Saturday Night Relics
By H. B. Woodrose
- 388 reads
Saturday Night Relics
I threw the bottle out in the dumpster in the alley behind the bar. The green wood siding and the cracks in the asphalt were visible in the florescent light and I thought right then I would puke, but I held it down and swallowed what came up. My gums green and black, my teeth caked with lettuce and anything else that surfaced once the whiskey and all of that coffee came back up, I spit a thick wad of something into the grass on the other side of a chain link fence. The people beyond that fence have been asleep for hours and I’m just now getting off of work with the last swallow of drug store whiskey gone in two strong pulls from the neck of the bottle in a locked bathroom at the back of the bar.
I look back inside to see if I've forgotten anything. Study the beer-taps and the drain-traps and run a filthy grey towel once more over a picture of a beat up, fat lipped face some joker scribbled onto the bar with a pen. I try to scrub the face clean but it won't come off. The connection I share with this rag is not lost on me. Both of us are soaked with a whole night’s worth of liquor, and neither of us is cleaner than the image we're trying to polish.
Ten minutes of sidewalks and grass alleys stand between me and the fifth of cheap whiskey chilling on the inside of my refrigerator door. Before my shift began I finished what was left in a green glass pint-sized bottle whose Jägermeister label had been peeled off weeks ago, standing over the kitchen sink and wiping my mouth off on the shoulder of my sleeve. Half of the fifth fit in that pint bottle and the bottle fit nicely into my hip pocket. It shattered just now in the dumpster out back when I tossed it in, off camera and unseen. If I had a word for it I’d call it defense. To call it medication is a cop out. The truth can’t be faced until the face has had its fill… in one form or another. It’s unclear what’s wanted from us, here in the only thing we know, where even the sharpest eyes cannot see through mud.
This ride. It’s too long and it’s not long enough. It’s all we remember, and it probably ends when we’re looking the other way. I peel another breath mint off the roll in my pocket and push on the swinging door to the kitchen. Amidst stainless steel freezers, dishwashers, stovetops and deep fryers I hover, watching out the glass window in the door between the kitchen and the bar. A human sump pump is out there cleaning, sucking down cigarettes and rolling up the last of a stacked up pile of rubber floor mats. This is her world now. Under the neon beer signs and flashing television infomercials on thirty different flat screens bolted to the walls, she pirouettes with a whirling buffer over an empty dance floor.
The music done and the money spent, the beer spilled and the chests puffed out and the thick necks fueled with testosterone and Jim Beam; and the beer kegs drained and changed, and the doors locked with keys hanging from a wooden block, she’ll sweep the party from the floor and have the ashtrays sprayed for the coming day of smokers that will fill them back up before noon.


**EXERCISE INSTRUCTIONS:** Output all the entries below. Each must match exactly.

Data records:
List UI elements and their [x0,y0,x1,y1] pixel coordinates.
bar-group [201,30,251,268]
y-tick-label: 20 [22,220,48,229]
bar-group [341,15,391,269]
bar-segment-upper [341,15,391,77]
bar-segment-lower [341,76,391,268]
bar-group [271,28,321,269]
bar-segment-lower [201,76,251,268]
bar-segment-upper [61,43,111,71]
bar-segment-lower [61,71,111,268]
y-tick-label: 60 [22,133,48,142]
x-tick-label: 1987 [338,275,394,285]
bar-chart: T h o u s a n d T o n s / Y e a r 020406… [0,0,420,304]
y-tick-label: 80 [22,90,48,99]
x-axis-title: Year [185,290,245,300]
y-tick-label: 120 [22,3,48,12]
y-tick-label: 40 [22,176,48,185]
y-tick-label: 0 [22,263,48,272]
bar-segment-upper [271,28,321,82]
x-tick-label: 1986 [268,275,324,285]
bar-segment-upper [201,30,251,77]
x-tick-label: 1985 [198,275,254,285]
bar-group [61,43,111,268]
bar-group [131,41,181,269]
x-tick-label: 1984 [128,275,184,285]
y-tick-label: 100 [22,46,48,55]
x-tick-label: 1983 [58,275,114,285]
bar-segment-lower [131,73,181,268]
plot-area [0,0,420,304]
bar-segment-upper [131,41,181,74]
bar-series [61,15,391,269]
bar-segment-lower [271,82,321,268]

**OUTPUT FOR THIS TASK:**
List UI elements and their [x0,y0,x1,y1] pixel coordinates.
bar-group [201,30,251,268]
y-tick-label: 20 [22,220,48,229]
bar-group [341,15,391,269]
bar-segment-upper [341,15,391,77]
bar-segment-lower [341,76,391,268]
bar-group [271,28,321,269]
bar-segment-lower [201,76,251,268]
bar-segment-upper [61,43,111,71]
bar-segment-lower [61,71,111,268]
y-tick-label: 60 [22,133,48,142]
x-tick-label: 1987 [338,275,394,285]
bar-chart: T h o u s a n d T o n s / Y e a r 020406… [0,0,420,304]
y-tick-label: 80 [22,90,48,99]
x-axis-title: Year [185,290,245,300]
y-tick-label: 120 [22,3,48,12]
y-tick-label: 40 [22,176,48,185]
y-tick-label: 0 [22,263,48,272]
bar-segment-upper [271,28,321,82]
x-tick-label: 1986 [268,275,324,285]
bar-segment-upper [201,30,251,77]
x-tick-label: 1985 [198,275,254,285]
bar-group [61,43,111,268]
bar-group [131,41,181,269]
x-tick-label: 1984 [128,275,184,285]
y-tick-label: 100 [22,46,48,55]
x-tick-label: 1983 [58,275,114,285]
bar-segment-lower [131,73,181,268]
plot-area [0,0,420,304]
bar-segment-upper [131,41,181,74]
bar-series [61,15,391,269]
bar-segment-lower [271,82,321,268]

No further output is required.